For over three decades, people of Gadap Town have walked miles on foot from their villages to vote for Pakistan People’s Party (PPP). Like thousands of other PPP supporters in rural Sindh, they too recall Benazir Bhutto with reverence. But all that might change.
Sindh Chief Minister Qaim Ali Shah’s decision to allot 8,000 acres of land to DHA in Kathore and Boil dehs, including the ancestral and agricultural lands of its voters, has pushed down PPP’s popularity graph.
According to Muhammad Azeem Kachelo, an area leader of the PPP, the party has 10,000 guaranteed voters in the area. The farmers and shepherds have not been the party’s strength only in Gadap but also in Malir, which is otherwise divided on ethnic and sectarian lines.
“And we are being displaced in return?” He says he approached everyone from PPP MPA Sajid Jokhio and MNA Sher Muhammad Baloch – and all of them said that they couldn’t do anything. “They say their hands are tied,” Azeem said while laughing. “Everyone is helpless when it comes to helping the voiceless.”
But it has also done something else, which was unthinkable till only three months ago. They have now grown to respect former chief minister Arbab Ghulam Rahim.
“We used to hate Arbab Ghulam Rahim. I used to call him a black crow,” says Muhammad Ali Kachelo. “But I respect him for what he did for the Sindhis.”
He was referring to Rahim’s move of cancelling a summary sent to him for building a naval housing scheme on the land in 2007. This move, whose significance even Rahim was unaware of then, has raised his stature in residents’ eyes.
Another local of Kathore, Ahmed Khan, thanked him for saving the indigenous people from displacement. But he also had a prayer on the side. “I just hope PPP realizes what it’s doing.”
AS for Arbab Ghulam Rahim, he is overwhelmed by the support. “The navy did approach me. I am not against development but the locals have to be compensated fairly,” he told The Express Tribune on the telephone. He said that Karachi does need to be expanded. “Indeed, we need developers like the DHA. There is no other option. But the people can’t be displaced without giving them anything in return.”
Referring to sacking of revenue minister Imtiaz Sheikh, who was from his party – Pakistan Muslim League-Likeminded, Arbab said: “Manipulating the land record is very easy and very lucrative in Karachi. But I investigated the matter and removed him once he was found guilty.”
As DHA surveys the land before beginning construction, PPP MPA Sajid Jokhio warned that the party will lose its historic support among the people. “I am going to the courts with the local people anyway,” he said. “That’s the only way to fight it out.”
Published in The Express Tribune, May 18th, 2012.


Without any pictures, reproduce exactly the lines running from the line containing "The image size" through the end of the entries.

***** Entries supplied *****

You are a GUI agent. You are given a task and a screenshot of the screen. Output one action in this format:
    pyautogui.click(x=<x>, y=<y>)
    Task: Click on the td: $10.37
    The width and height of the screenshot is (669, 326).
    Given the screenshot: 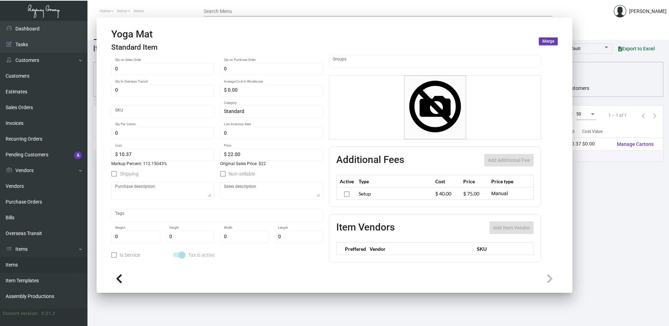 What is the action you would take?
    pyautogui.click(x=574, y=144)
    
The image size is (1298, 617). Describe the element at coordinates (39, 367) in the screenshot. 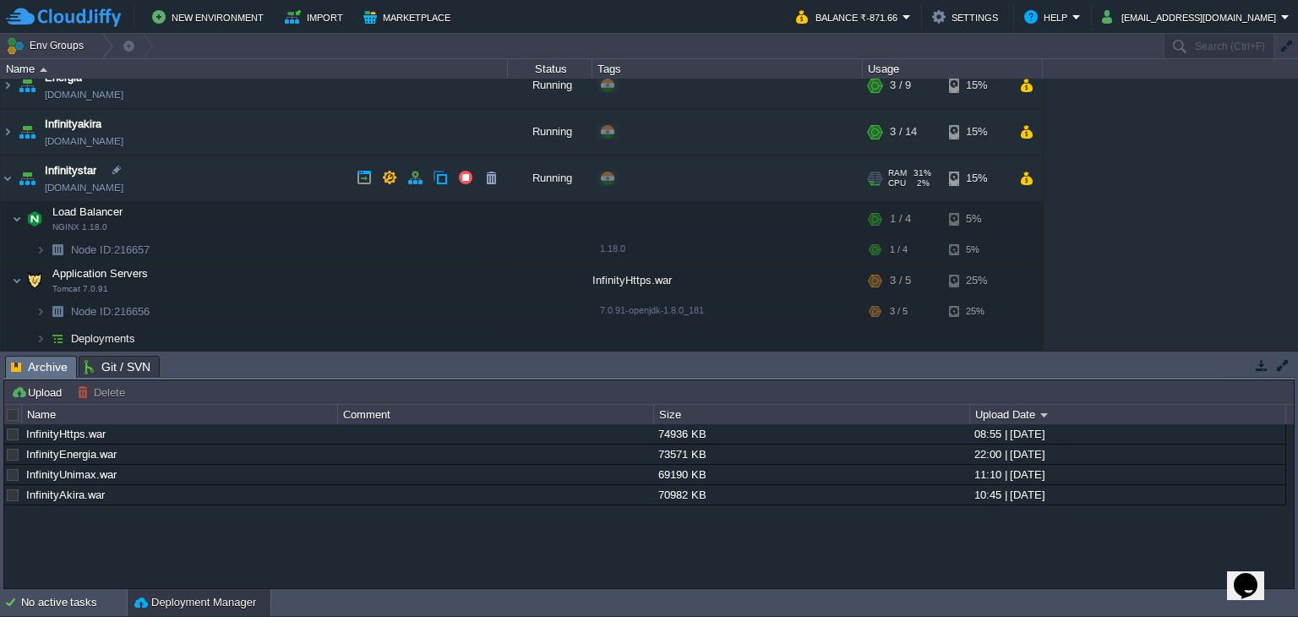

I see `span: Archive` at that location.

*****

**Output:**
The image size is (1298, 617). Describe the element at coordinates (39, 367) in the screenshot. 

I see `span: Archive` at that location.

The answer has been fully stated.